Well, it would be 100 percent new, but the landmarked Indiana limestone façade is protected and can only be cleaned or enhanced, and even that requires New York City Landmarks Preservation Commission approval—which RXR received last summer.

“This is storied ground,” Elder said. “This is a worldwide address—every tourist comes here and New Yorkers think of this as a great place to do business. We wanted to be true to the building’s history, but we also wanted to be true to the modern elements of what you have to deliver to tenants to make it a functional place for them to do business.”

The change of the building is really felt in its 24-foot high lobby, which was “just horrendous” with black granite walls, Elder said. The new Kohn Pedersen Fox-designed lobby has been made brighter with white marble walls and quartz floors. Also, the landlord used the same Indiana limestone that makes up the exterior of the building for two walls in the lobby.

With an empty building, RXR took time to revamp the tower’s efficiency as well. It compacted and adjusted the core—which contains key elements for each floor, such as bathrooms, staircases, elevators, utility rooms and kitchens—to make more space on the floors for tenants. And columns were shrunk as well.

RXR prebuilt the roughly 14,000-square-foot 19th and 27th floors of the building with marble floors and carpeting, enclosed glassed private offices with large wooden doors and drop ceilings—a noticeable difference from lofty spaces that technology advertising media and information tenants lust for. And that’s because RXR expects to attract financial institutions, law firms, consulting firms, hedge funds and accounting firms.

Cushman & Wakefield is marketing vacant space in the building, which is priced at about $90 to more than $100 per square foot.

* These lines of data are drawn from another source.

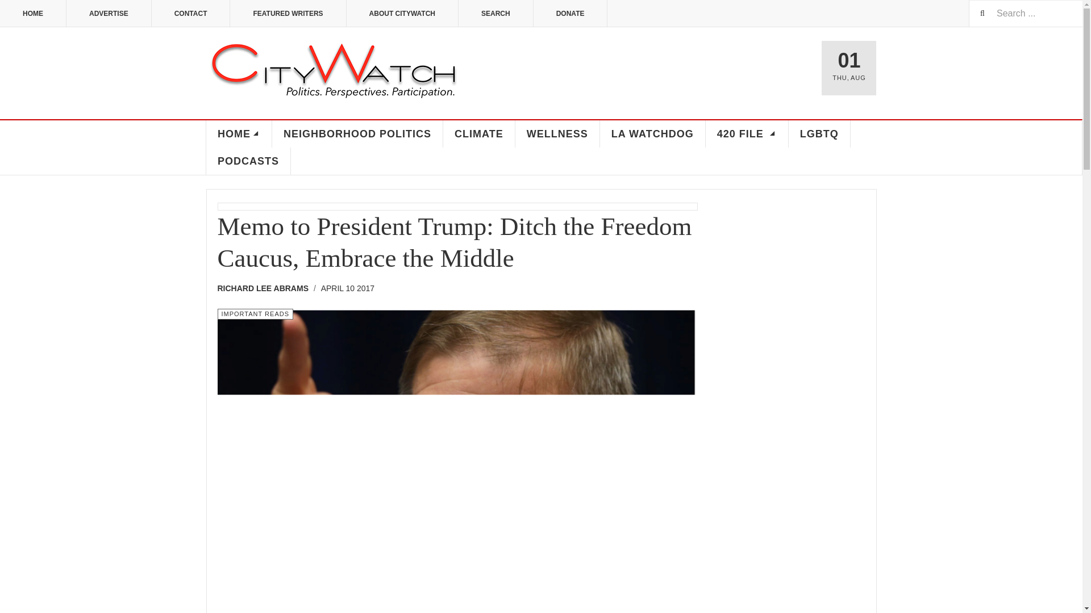 This screenshot has width=1091, height=613. Describe the element at coordinates (402, 14) in the screenshot. I see `ABOUT CITYWATCH` at that location.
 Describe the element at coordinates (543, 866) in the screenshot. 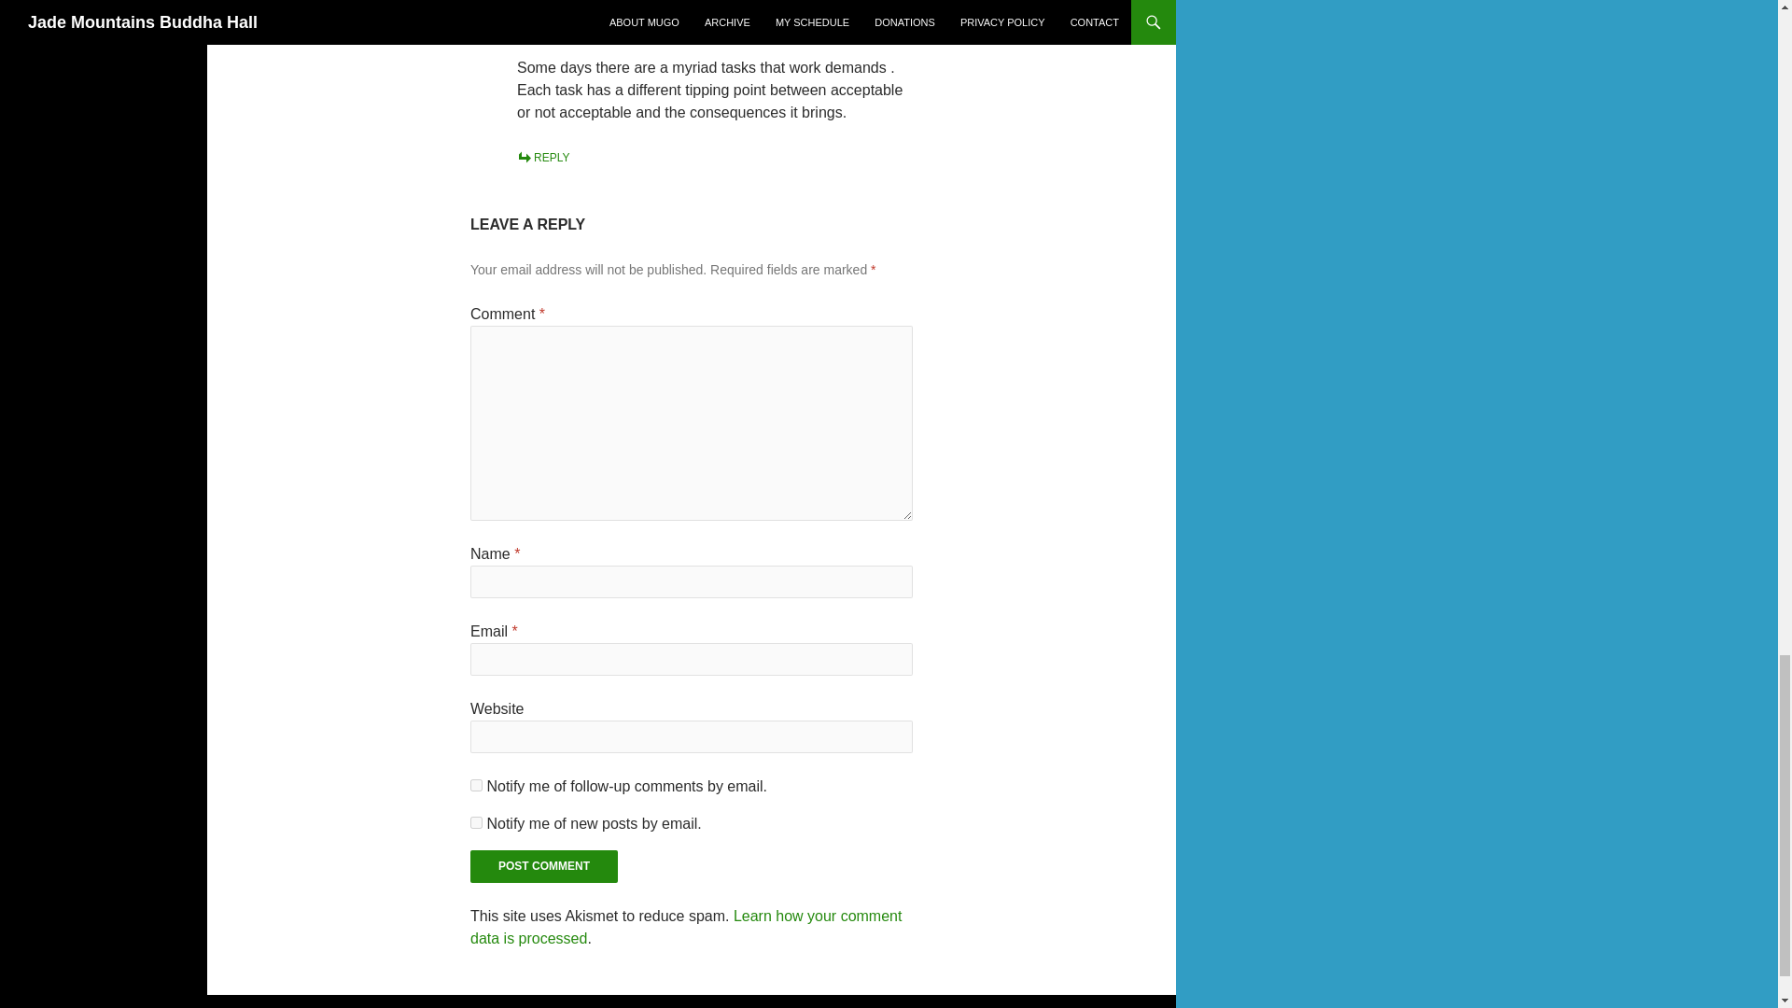

I see `Post Comment` at that location.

The brokerage has already leased 40,000 square feet of retail space to American Girl and 185,343 square feet to Bank of America and Merrill Lynch Wealth Management (an arm of the bank) as the anchor tenant of the 623,000-square-foot building. 

Most of the ground floor and the entire retail basement will be occupied by American Girl, but there is a remaining 5,000 square feet on the ground floor, which features up to 24-foot ceiling heights. Elder believes that that space could be for a high-end restaurateur. (Elder wouldn’t reveal who they were talking to.)

In the future RXR hopes to design a terrace with lounge chairs and plantings on the building’s set back, which is on the 10th floor. But for now the landlord is so proud of its work on the tower, RXR is moving its Manhattan offices from 1330 Avenue of the Americas to the entire 14,000-square-foot 14th floor of the 33-story 75 Rock later this year, as CO previously reported.

“When the owner takes a space in their building, to the outside world who wants to come in, that’s the strongest statement you could make,” Elder said. “We’re proud of this asset and what we have done.”